Available via clojars
Leiningen: [patterned "0.2.0"]

Provides defpatterned to define Clojure functions in a somewhat Haskell-like way.

Here is a simple example showing an implementation of that has a single-argument main interface and a two-step recursive function that uses a collecting parameter.

(defpatterned factorial
  [n] (factorial 1 n)
  [so-far 0] so-far
  [so-far n] (factorial (* n so-far) (dec n)))

Matches are made recursively when the pattern contains subvectors:

(defpatterned deep
  [:a [1]]          "a simple match"
  [s [1 [1 [n]]]]   (str "a match of " s " and " n))

user=> (deep :a [1])
"a simple match"
user=> (deep :b [1 [1 [3]]])
"a match of :b and 3"

Rest arguments are supported. Here's a typical recursive implementation of a sequence function:

(defpatterned count-sequence
  [[]] 0
  [[head & tail]] (inc (count-sequence tail)))

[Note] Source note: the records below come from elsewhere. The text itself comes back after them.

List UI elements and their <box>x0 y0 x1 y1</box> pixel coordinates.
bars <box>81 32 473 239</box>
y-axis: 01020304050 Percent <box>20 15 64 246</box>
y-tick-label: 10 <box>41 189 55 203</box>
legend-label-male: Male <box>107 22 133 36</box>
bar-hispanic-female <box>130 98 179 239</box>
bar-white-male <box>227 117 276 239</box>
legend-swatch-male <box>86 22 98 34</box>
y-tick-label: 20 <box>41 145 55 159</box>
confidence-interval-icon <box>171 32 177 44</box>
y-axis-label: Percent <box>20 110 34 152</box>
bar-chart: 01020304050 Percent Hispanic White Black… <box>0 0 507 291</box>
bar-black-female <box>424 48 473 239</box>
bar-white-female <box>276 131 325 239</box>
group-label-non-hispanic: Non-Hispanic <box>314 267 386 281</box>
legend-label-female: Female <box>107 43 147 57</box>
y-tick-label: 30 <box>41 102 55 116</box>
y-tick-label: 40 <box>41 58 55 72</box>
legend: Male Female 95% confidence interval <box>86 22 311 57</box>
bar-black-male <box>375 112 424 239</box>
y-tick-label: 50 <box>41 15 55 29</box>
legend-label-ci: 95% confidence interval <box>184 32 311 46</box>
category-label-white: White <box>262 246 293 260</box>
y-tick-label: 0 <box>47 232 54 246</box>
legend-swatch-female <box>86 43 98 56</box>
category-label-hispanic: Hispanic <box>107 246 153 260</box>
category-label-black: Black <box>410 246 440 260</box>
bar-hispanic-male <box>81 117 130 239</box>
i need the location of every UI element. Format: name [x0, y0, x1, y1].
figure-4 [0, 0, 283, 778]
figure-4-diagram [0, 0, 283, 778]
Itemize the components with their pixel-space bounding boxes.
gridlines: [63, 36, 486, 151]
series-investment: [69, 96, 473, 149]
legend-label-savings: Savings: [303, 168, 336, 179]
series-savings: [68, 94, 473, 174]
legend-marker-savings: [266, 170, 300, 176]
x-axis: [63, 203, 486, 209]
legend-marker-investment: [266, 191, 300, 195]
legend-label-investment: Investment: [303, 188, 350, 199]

user=> (count-sequence [10 9 8 7 6 5 4 3 2 1])
10

A list containing :when may be used to match any argument that passes a predicate. An optional :bind argument names a symbol that will be bound on the right-hand side:

(defpatterned classify-number
  [(:when odd? :bind n)] (str "odd number " n)
  [(:when even?)] (str "some even number"))

user=> (classify-number 5)
"odd number 5"
user=> (classify-number 6)
"some even number"

A list containing :in will match any one of a number of literals. :bind can be used to find out which value matched. Here is a factorial that uses both :in and :when:

(defpatterned factorial
  [(:when (partial > 0) :bind n)] (oops! "Bad number" :n n)
  [(:in [0 1])] 1
  [n] (* n (factorial (dec n))))

The patterned macro is the pattern-matching equivalent of fn:

( (patterned
    [1] "one"
    [n] "other")
  8888)

The letpatterned macro is the pattern-matching equivalent of letfn:

(letpatterned
   [(f1 [0] 0 [n] (f2 (dec n)))
    (f2 [0] 1 [n] (f1 (dec n)))]
 (f2 88))

This library is in support of Functional Programming for the Object-Oriented Programmer. Feel free to use it for other things. Please note:

  • This is not based on clojure.core.match because I had trouble getting that working.

  • Speed was not a concern.

  • Right now, all you can do is write functions. There's no support for matching expressions inside a function.